You're reading: Russian investors key to privatization plan

Analysts are skeptical the State Property Fund can meet the lofty Hr 2.5 billion revenue target laid out in Ukraine’s privatization plan for 2000. But they say the high target and a growing interest from Russian firms in Ukrainian heavy industry should at least allow the fund to generate more cash from privatization than it has in previous years.

The target of Hr 2.5 billion – more than five times more revenue than the fund generated last year in hryvna terms – has been set high in response to Ukraine’s large massive foreign debt obligations and pressure from international lenders to step up lagging privatization efforts.

Before the latest plan was published, it was widely thought that the government would strive to earn a significant chunk of its revenues through the sale of Ukrtelekom. But the state telecoms monopoly is not even on the list of enterprises scheduled for privatization this year.

That has analysts wondering how the government will raise all that money.

‘I think, it’s unrealistic without Ukrtelekom on the list,’ said Valery Antonov, an analyst with Alfa Capital brokerage house. ‘The figure is used, I think, to hike budget revenues and cover gaps in the budget.’

Ukraine has had problems meeting much less ambitious privatization revenue targets in the past, including last year’s target of Hr 750 million.

Privatization of the energy sector was the cornerstone of last year’s plan but was held up by bickering between various government agencies over how to best sell the country’s energy companies – or whether to sell them at all.

The 2000 plan calls for resuming sales of the country’s regional electricity distributors – known as oblenergos – via the SPF’s network of regional stock exchanges. Stakes ranging from 2 percent to 7 percent in several oblenergos will be put on block in early March.

The SPF will hold off on selling oblenergos via tenders – generally used to sell larger stakes – until the third quarter of the year at the earliest.

The SPF projected to generate Hr 600 million from sales of energy companies last year, but raised only a fraction of that.

This year, the SPF is relying on the sale of a small number of large industrial giants to raise the bulk of its planned funds.

First in line is a 30 percent stake in Mykolaiv Alumina Plant (MAP), Europe’s largest alumina producer. The fund put the stake up for sale in late February at a starting price of Hr 113 million.

The government also has big plans for chemicals maker Oriana, located in Western Ukraine. The SPF has announced it will put a 92.5 percent stake in the company up for sale later this year for an estimated Hr 745 million – the largest sale in terms of planned revenues scheduled for this year.

Oriana may go off in a package along with its principal raw-materials supplier, Lysychansk-based oil refinery LyNOS. The SPF failed in several earlier attempts to sell LyNOS, Ukraine’s second-largest refinery.

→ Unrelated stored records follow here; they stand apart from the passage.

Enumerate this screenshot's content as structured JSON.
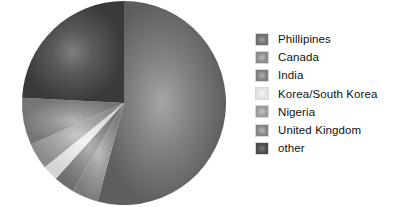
{
  "chart_data": {
    "type": "pie",
    "title": "",
    "legend_position": "right",
    "grid": false,
    "categories": [
      "Phillipines",
      "Canada",
      "India",
      "Korea/South Korea",
      "Nigeria",
      "United Kingdom",
      "other"
    ],
    "values": [
      54.2,
      4.2,
      3.3,
      2.5,
      4.2,
      7.5,
      24.1
    ],
    "slices": [
      {
        "label": "Phillipines",
        "value": 54.2,
        "color": "#6e6e6e",
        "start_angle_deg": 0,
        "end_angle_deg": 195
      },
      {
        "label": "Canada",
        "value": 4.2,
        "color": "#8a8a8a",
        "start_angle_deg": 195,
        "end_angle_deg": 210
      },
      {
        "label": "India",
        "value": 3.3,
        "color": "#7d7d7d",
        "start_angle_deg": 210,
        "end_angle_deg": 222
      },
      {
        "label": "Korea/South Korea",
        "value": 2.5,
        "color": "#e2e2e2",
        "start_angle_deg": 222,
        "end_angle_deg": 231
      },
      {
        "label": "Nigeria",
        "value": 4.2,
        "color": "#9a9a9a",
        "start_angle_deg": 231,
        "end_angle_deg": 246
      },
      {
        "label": "United Kingdom",
        "value": 7.5,
        "color": "#848484",
        "start_angle_deg": 246,
        "end_angle_deg": 273
      },
      {
        "label": "other",
        "value": 24.1,
        "color": "#4a4a4a",
        "start_angle_deg": 273,
        "end_angle_deg": 360
      }
    ],
    "geometry": {
      "center_x": 124,
      "center_y": 103,
      "radius": 102
    }
  },
  "legend": {
    "items": [
      {
        "label": "Phillipines",
        "color": "#6e6e6e",
        "swatch_highlight": "#9d9d9d"
      },
      {
        "label": "Canada",
        "color": "#8a8a8a",
        "swatch_highlight": "#bcbcbc"
      },
      {
        "label": "India",
        "color": "#7d7d7d",
        "swatch_highlight": "#b4b4b4"
      },
      {
        "label": "Korea/South Korea",
        "color": "#e2e2e2",
        "swatch_highlight": "#f6f6f6"
      },
      {
        "label": "Nigeria",
        "color": "#9a9a9a",
        "swatch_highlight": "#c6c6c6"
      },
      {
        "label": "United Kingdom",
        "color": "#848484",
        "swatch_highlight": "#b8b8b8"
      },
      {
        "label": "other",
        "color": "#4a4a4a",
        "swatch_highlight": "#7a7a7a"
      }
    ]
  },
  "colors": {
    "background": "#ffffff",
    "text": "#111111",
    "swatch_border": "#d8d8d8"
  }
}
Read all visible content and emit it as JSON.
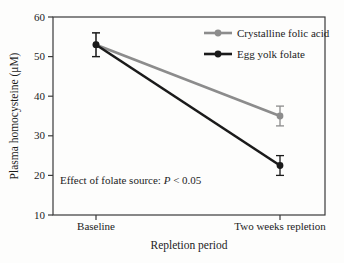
{
  "chart_data": {
    "type": "line",
    "title": "",
    "xlabel": "Repletion period",
    "ylabel": "Plasma homocysteine (μM)",
    "categories": [
      "Baseline",
      "Two weeks repletion"
    ],
    "series": [
      {
        "name": "Crystalline folic acid",
        "color": "#8c8c8c",
        "values": [
          53,
          35
        ],
        "errors": [
          3,
          2.5
        ]
      },
      {
        "name": "Egg yolk folate",
        "color": "#1a1a1a",
        "values": [
          53,
          22.5
        ],
        "errors": [
          3,
          2.5
        ]
      }
    ],
    "ylim": [
      10,
      60
    ],
    "yticks": [
      60,
      50,
      40,
      30,
      20,
      10
    ],
    "grid": false,
    "legend_position": "top-right",
    "annotation": {
      "prefix": "Effect of folate source: ",
      "stat": "P",
      "comparison": " < 0.05"
    }
  },
  "colors": {
    "background": "#fdfdfc",
    "frame": "#3a3a3a",
    "text": "#1c1c1c",
    "series_gray": "#8c8c8c",
    "series_black": "#1a1a1a"
  }
}
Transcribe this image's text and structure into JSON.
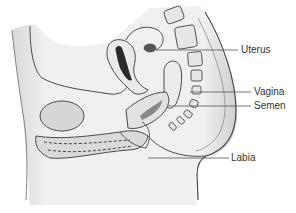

If Ukraine somehow manages to reach its lofty privatization target, it will most likely have the Russians to thank. Several Russian firms have publicly expressed interest in acquiring stakes in companies Ukraine has had trouble selling off in the past.

Siberian Aluminum Group, which claims to already control 36 percent of Mykolaiv Alumina Plant, has already announced it plans to participate in the current tender.

Russia’s Tyumen Oil company is reportedly just one of several foreign investors – most Russian – interested in vacuuming up the Oriana stake.

The wave of Russian interest has led some analysts to say that Ukraine indeed has a chance to meet its Hr 2.5 billion revenue target. For more encouragement, they point to SPF’s successful Feb. 23 sale of a 9 percent stake in Zaporizhstal metallurgical works for a respectable Hr 91 million.

The success of that deal contrasts markedly with the country’s dismal past efforts to privatize its metallurgical sector. The fund is planning to sell another 25 percent in the company later this year.

Regardless of whether the SPF meets its revenue target, analysts say that there are really two yardsticks by which the government can measure the success of this year’s privatization drive: total revenues earned, and total companies sold.

While the former measure gets most of the attention from Ukraine’s cash-hungry government, the latter is more important in the long run, some Westerners say. The more decaying state enterprises the state gets off its hands – no matter what the price – the better off the state, the logic goes.

‘I don’t think you can measure success in figures only,’ said Kevin Covert, an analyst with PricewaterhouseCoopers in Kyiv. ‘If they [the government] start selling strategic companies, that’s a success.’

Parliament approved the latest draft of this year’s privatization program on Feb. 22, and the president is expected to sign it into law in early March.